NewsMigrants sent to Ukraine frontlines amid Russian enforcement efforts

Migrants sent to Ukraine frontlines amid Russian enforcement efforts

The head of the Investigative Committee of Russia, Aleksandr Bastrykin, boasted that Russian authorities are using foreigners to conduct the war in Ukraine. It turns out that migrants are being sent to the front to dig trenches.

Migrants are digging trenches on the front line. "We've already caught over 30,000"
Migrants are digging trenches on the front line. "We've already caught over 30,000"
Images source: © Getty Images
Kamila Gurgul

28 June 2024 08:12

Many of the information provided by Russian media or government representatives is propaganda. Such reports are part of the Russian Federation's information war.

The Interfax news agency reports that during the International Legal Forum in St. Petersburg, Bastrykin stated that Moscow "located" over 30,000 foreign migrants who recently acquired Russian citizenship but did not register for the military in Russia.

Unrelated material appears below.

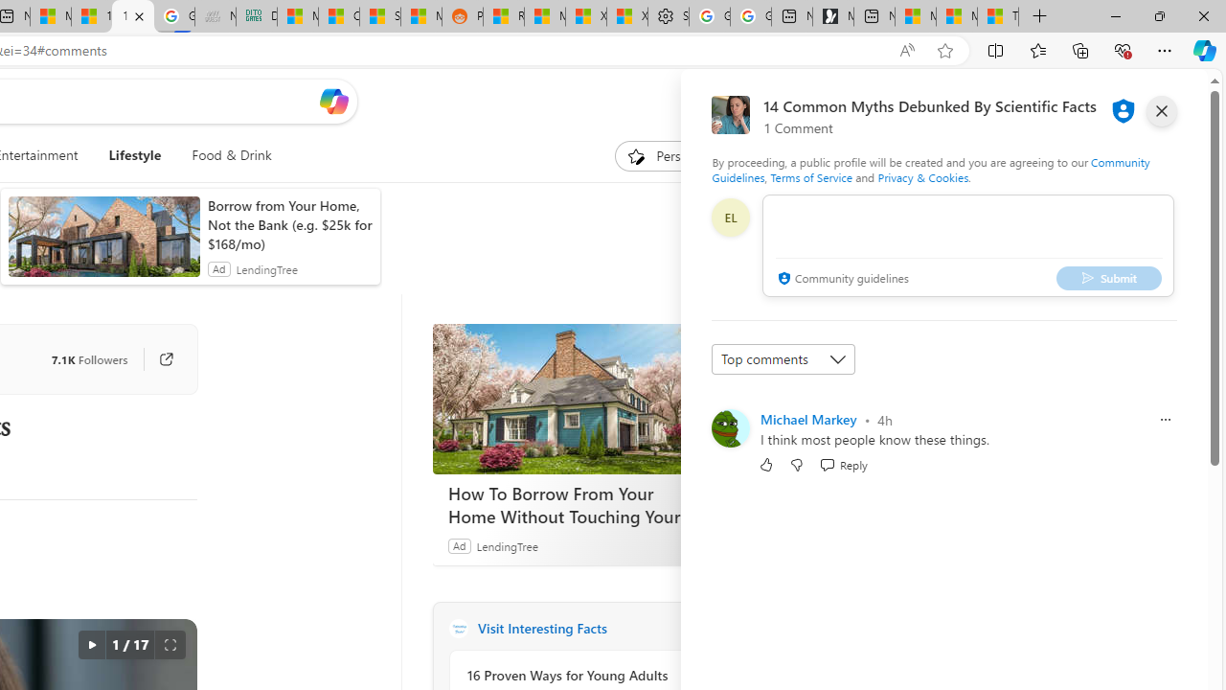  Describe the element at coordinates (730, 427) in the screenshot. I see `Profile Picture` at that location.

"We have already caught more than 30,000 [migrants] who received citizenship and did not want to register for the military, put them on the register, and already sent about 10,000 to the zone of a special military operation," boasted Bastrykin during a panel on migration legislation in Russia. He described this move as "implementation of the Russian constitution."

Raids on factories across the country

Politico reports that Russian law enforcement is conducting special raids on factories and enterprises across the country to search for legal and illegal migrants.

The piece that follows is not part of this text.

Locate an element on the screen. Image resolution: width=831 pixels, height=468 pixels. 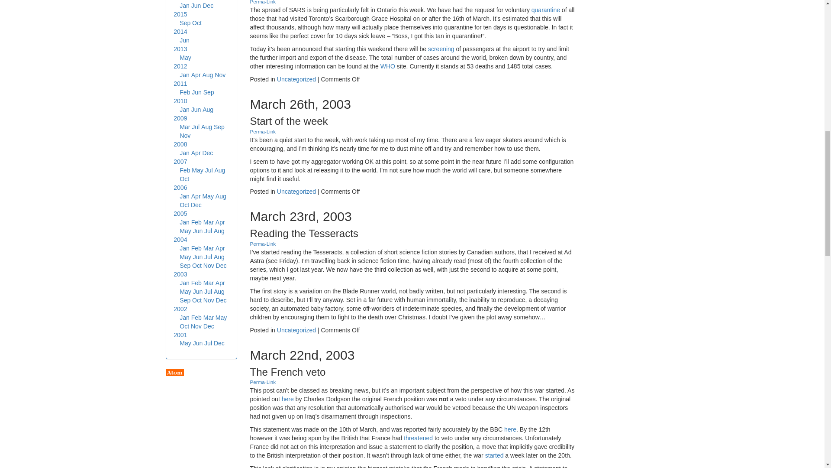
Permanent Link to SARS in Ontario is located at coordinates (263, 2).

Current Time TV, citing its sources, reported that during each raid, services issue migrants with military conscription notices. Various Russian private companies are also hiring migrants to dig trenches in Ukraine. Some - according to media reports - do not pay for the work.

Politico states that Russians have already built hundreds of kilometres of "dragon's teeth" and other types of fortifications in parts of the Ukrainian Zaporizhzhia, Donetsk, Luhansk, and Kherson regions, which have been occupied since 2022.